“And your point is……?” Weeny, named for his diminutive size, gazed enquiringly from unseeing ocelli at his half-brother.
“My point is obvious,” Marshal replied, jaws bristling. “We always build sharp sides North South along magnetic lines, broad sides East to West.” He released an acidic cloud of pheromones to indicate his exasperation. “The colony has flourished, expanded, and order has been maintained. That’s reason good enough to stick with traditional architectural plans.”
But with success had come drawbacks. The colony had expanded to its geophysical limit; it was time to either build the city higher, much higher, or explore new frontiers.
“Couldn’t there be a third way, – more effort-efficient, productive, safer?” Weeny, the more thoughtful of the siblings, replied undaunted. “Reverse construction: – broad side north-south, narrow east-west. We would retain our core heat longer, so increasing our foraging ability, with the energy to build up even higher, or ……would we overheat and fry?” Weeny was indefatigable in his quest for solutions to the community’s housing need. He mistook Marshall’s silence for yet another rejection and wrinkling his pallid skin until it speckled pink (well he had no shoulders to shrug!) resigned himself and turned away.
I shouldn’t be so hard on the fellow; maybe he does have a point. Queenie, if impressed, might ennoble me, and favour me with one of her daughters. With a band of hand-picked workers (would I be permitted to take Weeny?) and fellow soldiers, we could fly off into the sunset and establish a new kingdom.
Encroaching ants fled entrapment as, lost in reverie, sticky saliva dripped from his single battle- scarred antenna. Pulling himself together, he returned to duty distributing the protective glue over the edifice’s central area housing Queenie and her precious brood.
The Council heard him out, retired, reconvened, and declared. Marshall’s proposition was rejected; expansion would continue skywards on a north south orientation; there’d be no royal bride for him and no re-colonisation. Despairing, he refused succour, became increasingly listless, neglected his sentry duty, and missed the signs of the impending invasion.
“Looks like it worked Daa… they’re waving at us.” Young Simon gave his father’s hand a squeeze, before running up to the nearest mound.
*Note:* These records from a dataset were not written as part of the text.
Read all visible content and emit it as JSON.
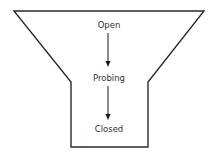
{
  "diagram": {
    "type": "funnel",
    "stages": [
      {
        "label": "Open"
      },
      {
        "label": "Probing"
      },
      {
        "label": "Closed"
      }
    ],
    "colors": {
      "outline": "#2a2a2a",
      "text": "#333333",
      "arrow": "#1a1a1a",
      "background": "#ffffff"
    }
  }
}
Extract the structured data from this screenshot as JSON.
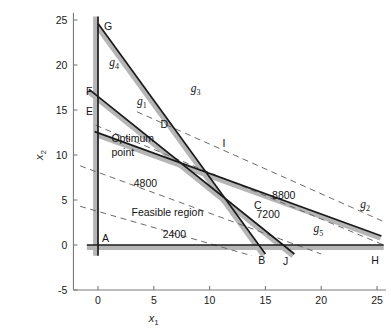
{
  "chart_data": {
    "type": "line",
    "title": "",
    "xlabel": "x1",
    "ylabel": "x2",
    "xlim": [
      -2.2,
      25.8
    ],
    "ylim": [
      -5,
      25.8
    ],
    "grid": false,
    "legend": "none",
    "xticks": [
      0,
      5,
      10,
      15,
      20,
      25
    ],
    "xtick_labels": [
      "0",
      "5",
      "10",
      "15",
      "20",
      "25"
    ],
    "yticks": [
      -5,
      0,
      5,
      10,
      15,
      20,
      25
    ],
    "ytick_labels": [
      "-5",
      "0",
      "5",
      "10",
      "15",
      "20",
      "25"
    ],
    "constraint_lines": [
      {
        "name": "g1",
        "label": "g1",
        "from": [
          -0.8,
          17.3
        ],
        "to": [
          17.6,
          -1.0
        ],
        "style": "solid-thick-shadow"
      },
      {
        "name": "g2",
        "label": "g2",
        "from": [
          -0.3,
          12.6
        ],
        "to": [
          25.4,
          1.0
        ],
        "style": "solid-thick-shadow"
      },
      {
        "name": "g3",
        "label": "g3",
        "from": [
          0.0,
          24.6
        ],
        "to": [
          15.0,
          -1.0
        ],
        "style": "solid-thick-shadow"
      },
      {
        "name": "g4",
        "label": "g4",
        "from": [
          0.0,
          25.4
        ],
        "to": [
          0.0,
          -1.2
        ],
        "style": "solid-thick-shadow"
      },
      {
        "name": "g5",
        "label": "g5",
        "from": [
          -1.0,
          0.0
        ],
        "to": [
          25.6,
          0.0
        ],
        "style": "solid-thick-shadow"
      }
    ],
    "objective_contours": [
      {
        "label": "2400",
        "from": [
          -1.6,
          4.3
        ],
        "to": [
          13.8,
          -1.2
        ]
      },
      {
        "label": "4800",
        "from": [
          -1.6,
          8.8
        ],
        "to": [
          20.0,
          -1.0
        ]
      },
      {
        "label": "7200",
        "from": [
          -0.2,
          13.3
        ],
        "to": [
          25.6,
          0.0
        ]
      },
      {
        "label": "8800",
        "from": [
          3.5,
          14.8
        ],
        "to": [
          25.6,
          2.6
        ]
      }
    ],
    "vertices": [
      {
        "label": "A",
        "x": 0.0,
        "y": 0.0
      },
      {
        "label": "B",
        "x": 14.1,
        "y": -0.9
      },
      {
        "label": "C",
        "x": 13.8,
        "y": 3.6
      },
      {
        "label": "D",
        "x": 5.5,
        "y": 12.6
      },
      {
        "label": "E",
        "x": 0.0,
        "y": 14.3
      },
      {
        "label": "F",
        "x": 0.0,
        "y": 16.6
      },
      {
        "label": "G",
        "x": 0.0,
        "y": 24.2
      },
      {
        "label": "H",
        "x": 24.3,
        "y": -0.9
      },
      {
        "label": "I",
        "x": 10.8,
        "y": 10.7
      },
      {
        "label": "J",
        "x": 16.3,
        "y": -1.0
      }
    ],
    "annotations": [
      {
        "text": "Optimum",
        "x": 1.2,
        "y": 11.5
      },
      {
        "text": "point",
        "x": 1.2,
        "y": 9.9
      },
      {
        "text": "Feasible region",
        "x": 3.0,
        "y": 3.2
      },
      {
        "text": "4800",
        "x": 3.2,
        "y": 6.5
      },
      {
        "text": "2400",
        "x": 5.8,
        "y": 0.8
      },
      {
        "text": "7200",
        "x": 14.2,
        "y": 3.0
      },
      {
        "text": "8800",
        "x": 15.6,
        "y": 5.1
      }
    ],
    "g_label_positions": [
      {
        "label": "g1",
        "x": 3.5,
        "y": 15.6
      },
      {
        "label": "g2",
        "x": 23.5,
        "y": 4.1
      },
      {
        "label": "g3",
        "x": 8.3,
        "y": 17.0
      },
      {
        "label": "g4",
        "x": 1.0,
        "y": 19.9
      },
      {
        "label": "g5",
        "x": 19.3,
        "y": 1.4
      }
    ]
  },
  "colors": {
    "axis": "#7a7a7a",
    "line": "#1a1a1a",
    "shadow": "#b5b5b5",
    "dashed": "#6b6b6b",
    "text": "#141414",
    "background": "#ffffff"
  },
  "axes": {
    "x_title_main": "x",
    "x_title_sub": "1",
    "y_title_main": "x",
    "y_title_sub": "2"
  }
}
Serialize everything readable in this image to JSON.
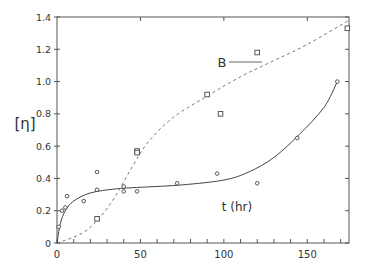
{
  "chart_data": {
    "type": "scatter",
    "title": "",
    "xlabel": "t (hr)",
    "ylabel": "[η]",
    "xlim": [
      0,
      175
    ],
    "ylim": [
      0,
      1.4
    ],
    "x_ticks": [
      "0",
      "50",
      "100",
      "150"
    ],
    "y_ticks": [
      "0",
      "0.2",
      "0.4",
      "0.6",
      "0.8",
      "1.0",
      "1.2",
      "1.4"
    ],
    "grid": false,
    "annotations": [
      {
        "text": "B",
        "x": 95,
        "y": 1.1
      }
    ],
    "series": [
      {
        "name": "A (circles, solid fit)",
        "marker": "circle",
        "line": "solid",
        "points": [
          [
            1,
            0.1
          ],
          [
            3,
            0.2
          ],
          [
            5,
            0.22
          ],
          [
            6,
            0.29
          ],
          [
            16,
            0.26
          ],
          [
            24,
            0.44
          ],
          [
            24,
            0.33
          ],
          [
            40,
            0.35
          ],
          [
            40,
            0.32
          ],
          [
            48,
            0.32
          ],
          [
            72,
            0.37
          ],
          [
            96,
            0.43
          ],
          [
            120,
            0.37
          ],
          [
            144,
            0.65
          ],
          [
            168,
            1.0
          ]
        ],
        "curve": [
          [
            0,
            0
          ],
          [
            2,
            0.12
          ],
          [
            5,
            0.2
          ],
          [
            10,
            0.26
          ],
          [
            20,
            0.31
          ],
          [
            35,
            0.335
          ],
          [
            50,
            0.345
          ],
          [
            75,
            0.36
          ],
          [
            100,
            0.39
          ],
          [
            115,
            0.44
          ],
          [
            130,
            0.53
          ],
          [
            145,
            0.67
          ],
          [
            160,
            0.84
          ],
          [
            168,
            1.0
          ]
        ]
      },
      {
        "name": "B (squares, dashed fit)",
        "marker": "square",
        "line": "dashed",
        "points": [
          [
            24,
            0.15
          ],
          [
            48,
            0.57
          ],
          [
            48,
            0.56
          ],
          [
            90,
            0.92
          ],
          [
            98,
            0.8
          ],
          [
            120,
            1.18
          ],
          [
            174,
            1.33
          ]
        ],
        "curve": [
          [
            0,
            0
          ],
          [
            15,
            0.06
          ],
          [
            25,
            0.15
          ],
          [
            35,
            0.29
          ],
          [
            45,
            0.47
          ],
          [
            55,
            0.63
          ],
          [
            70,
            0.78
          ],
          [
            90,
            0.91
          ],
          [
            110,
            1.03
          ],
          [
            130,
            1.13
          ],
          [
            150,
            1.23
          ],
          [
            175,
            1.38
          ]
        ]
      }
    ]
  }
}
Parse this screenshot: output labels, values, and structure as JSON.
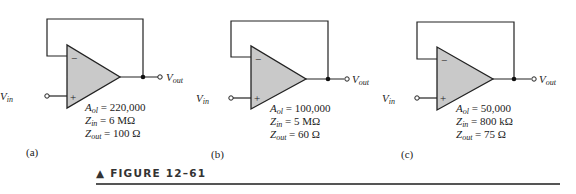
{
  "figure": {
    "caption_marker": "▲",
    "caption": "FIGURE 12–61"
  },
  "colors": {
    "opamp_fill": "#c9c9c9",
    "line": "#222222",
    "rule": "#555555"
  },
  "circuits": [
    {
      "label": "(a)",
      "input_label": "V",
      "input_sub": "in",
      "output_label": "V",
      "output_sub": "out",
      "minus": "−",
      "plus": "+",
      "aol_label": "A",
      "aol_sub": "ol",
      "aol_value": " = 220,000",
      "zin_label": "Z",
      "zin_sub": "in",
      "zin_value": " = 6 MΩ",
      "zout_label": "Z",
      "zout_sub": "out",
      "zout_value": " = 100 Ω"
    },
    {
      "label": "(b)",
      "input_label": "V",
      "input_sub": "in",
      "output_label": "V",
      "output_sub": "out",
      "minus": "−",
      "plus": "+",
      "aol_label": "A",
      "aol_sub": "ol",
      "aol_value": " = 100,000",
      "zin_label": "Z",
      "zin_sub": "in",
      "zin_value": " = 5 MΩ",
      "zout_label": "Z",
      "zout_sub": "out",
      "zout_value": " = 60 Ω"
    },
    {
      "label": "(c)",
      "input_label": "V",
      "input_sub": "in",
      "output_label": "V",
      "output_sub": "out",
      "minus": "−",
      "plus": "+",
      "aol_label": "A",
      "aol_sub": "ol",
      "aol_value": " = 50,000",
      "zin_label": "Z",
      "zin_sub": "in",
      "zin_value": " = 800 kΩ",
      "zout_label": "Z",
      "zout_sub": "out",
      "zout_value": " = 75 Ω"
    }
  ]
}
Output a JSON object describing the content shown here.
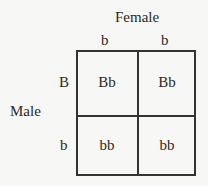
{
  "punnett_square": {
    "column_parent_label": "Female",
    "row_parent_label": "Male",
    "column_alleles": [
      "b",
      "b"
    ],
    "row_alleles": [
      "B",
      "b"
    ],
    "cells": [
      [
        "Bb",
        "Bb"
      ],
      [
        "bb",
        "bb"
      ]
    ]
  }
}
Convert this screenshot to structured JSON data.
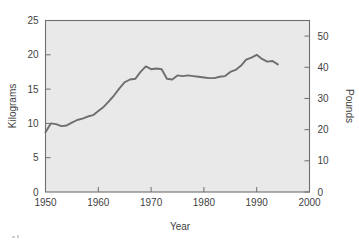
{
  "chart_data": {
    "type": "line",
    "title": "",
    "xlabel": "Year",
    "ylabel": "Kilograms",
    "y2label": "Pounds",
    "xlim": [
      1950,
      2000
    ],
    "ylim": [
      0,
      25
    ],
    "y2lim": [
      0,
      55
    ],
    "grid": false,
    "legend": false,
    "background": "#e9e9e9",
    "line_color": "#6e6e6e",
    "xticks": [
      1950,
      1960,
      1970,
      1980,
      1990,
      2000
    ],
    "xtick_labels": [
      "1950",
      "1960",
      "1970",
      "1980",
      "1990",
      "2000"
    ],
    "yticks": [
      0,
      5,
      10,
      15,
      20,
      25
    ],
    "ytick_labels": [
      "0",
      "5",
      "10",
      "15",
      "20",
      "25"
    ],
    "y2ticks": [
      0,
      10,
      20,
      30,
      40,
      50
    ],
    "y2tick_labels": [
      "0",
      "10",
      "20",
      "30",
      "40",
      "50"
    ],
    "series": [
      {
        "name": "Consumption",
        "units": "kilograms",
        "x": [
          1950,
          1951,
          1952,
          1953,
          1954,
          1955,
          1956,
          1957,
          1958,
          1959,
          1960,
          1961,
          1962,
          1963,
          1964,
          1965,
          1966,
          1967,
          1968,
          1969,
          1970,
          1971,
          1972,
          1973,
          1974,
          1975,
          1976,
          1977,
          1978,
          1979,
          1980,
          1981,
          1982,
          1983,
          1984,
          1985,
          1986,
          1987,
          1988,
          1989,
          1990,
          1991,
          1992,
          1993,
          1994
        ],
        "values": [
          8.7,
          10.0,
          9.9,
          9.6,
          9.7,
          10.1,
          10.5,
          10.7,
          11.0,
          11.2,
          11.8,
          12.4,
          13.2,
          14.1,
          15.1,
          16.0,
          16.4,
          16.5,
          17.5,
          18.3,
          17.9,
          18.0,
          17.9,
          16.5,
          16.4,
          17.0,
          16.9,
          17.0,
          16.9,
          16.8,
          16.7,
          16.6,
          16.6,
          16.8,
          16.9,
          17.5,
          17.8,
          18.4,
          19.3,
          19.6,
          20.0,
          19.4,
          19.0,
          19.1,
          18.6
        ]
      }
    ]
  },
  "axes": {
    "x_title": "Year",
    "y_left_title": "Kilograms",
    "y_right_title": "Pounds"
  }
}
He approached the tufts fluttering from the flagpoles of ruined termite tubules, stooped, and pulled out a handful of tiny threads. The nematodes, engorged by the feast of recently desiccated larvae, slipped out spaghetti smooth. Simon’s attention was caught by a single jet-black aerial escaping the wriggling mass “This soldier’s only got one antenna.”
Simon’s father had taught him termite taxonomy and body structure hoping he would one day take over the family business. “It’s common in the veterans; they’ve survived so many attacks; last post sounded though for this Braveheart. Put him down now. We’ll plough tomorrow. The crop’ll be tiptop, fertilised by all these body parts.”
They turned and reached home as the setting sun reflected from the farmstead’s nameplate, optimistically premature. “Nkosi and Son, Natural Nematode Pest Control.”